Other constituents, like organised businesses, are cowering in fear. So too the apex chambers. Nothing new. It was so in 2015. With one difference: they have seen first hand how criticism invites immediate retribution. Anecdotes abound of tax investigations and CBI raids. Wiser after the fact, they have rationally chosen silence. The SMEs and the micro businesses are like the farmers—no voice. The economic agony inflicted by DeMo and GST seems to have passed clean over the heads of our ruling elite. Did you hear even one ruling party MP raise her voice about closures and unemployment?
The government changed its stance on the media. Non-engagement gave way to select ministers regularly giving time. Further, the government strategically decided to promote its own supporters in the media. So, we now have TV channels that are no better than a government-owned channel (or propaganda). It has also abused the fear of state power to quell dissent. Sample these instances: an editor of a national daily is summarily fired; a report on the failure of the PM’s Crop Insurance scheme in Rajasthan is pulled from the pages of a national daily; interviews embarrassing to the government are pulled or delayed by TV channels.

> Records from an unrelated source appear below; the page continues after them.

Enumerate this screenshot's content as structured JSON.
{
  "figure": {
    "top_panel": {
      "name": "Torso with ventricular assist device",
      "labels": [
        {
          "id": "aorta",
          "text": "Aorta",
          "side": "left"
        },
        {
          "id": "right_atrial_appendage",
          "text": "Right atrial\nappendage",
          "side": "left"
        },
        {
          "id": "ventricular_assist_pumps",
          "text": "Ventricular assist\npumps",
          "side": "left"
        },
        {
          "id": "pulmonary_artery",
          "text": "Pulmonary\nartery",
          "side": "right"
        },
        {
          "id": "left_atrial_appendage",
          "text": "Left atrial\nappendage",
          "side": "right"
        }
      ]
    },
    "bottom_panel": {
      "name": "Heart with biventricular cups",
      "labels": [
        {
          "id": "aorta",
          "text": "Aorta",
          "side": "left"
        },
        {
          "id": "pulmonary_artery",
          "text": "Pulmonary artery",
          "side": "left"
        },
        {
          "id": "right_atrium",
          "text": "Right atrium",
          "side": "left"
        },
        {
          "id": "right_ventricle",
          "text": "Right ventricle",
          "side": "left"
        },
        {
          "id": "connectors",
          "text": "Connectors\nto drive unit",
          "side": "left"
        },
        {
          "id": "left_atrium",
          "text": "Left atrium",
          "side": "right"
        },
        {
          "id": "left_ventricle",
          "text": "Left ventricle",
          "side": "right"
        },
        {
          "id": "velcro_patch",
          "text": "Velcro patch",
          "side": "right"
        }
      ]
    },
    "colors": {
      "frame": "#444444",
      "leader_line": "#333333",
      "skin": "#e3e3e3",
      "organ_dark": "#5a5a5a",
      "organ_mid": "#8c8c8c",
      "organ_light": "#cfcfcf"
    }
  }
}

Nevertheless, courageous journalism survives—in the print media, on TV and online. They have not been cowed by the fear of harassment by state authorities. But, they are under constant threat.
So, two years on, where are we? First, political channels of communication hardly function. Their being totally clogged is bad enough. However, more deeply worrying is the underlying problem that those we have chosen to govern us do not want to listen, much less hear. Denial is a way of life. And, they don’t particularly care. Second, shooting the messenger has become an unhealthy pattern. Think about: our universities, how dissenting individuals are trolled into silence, and how violence (or its threat) is used to win debate. Think media, the ultimate messenger, and how the state is dealing with it. Third, the voiceless many (some out of rational choice) remain mute and powerless. Hark back to what Rabindranath Tagore wrote: “Where the mind is without fear and the head is held high, where knowledge is free, where the world has not been broken up into fragments by narrow domestic walls, …where words come out from the depth of truth,…where the clear stream of reason has not lost its way…into that heaven of freedom, my Father, let my country awake”. Have we lost our way?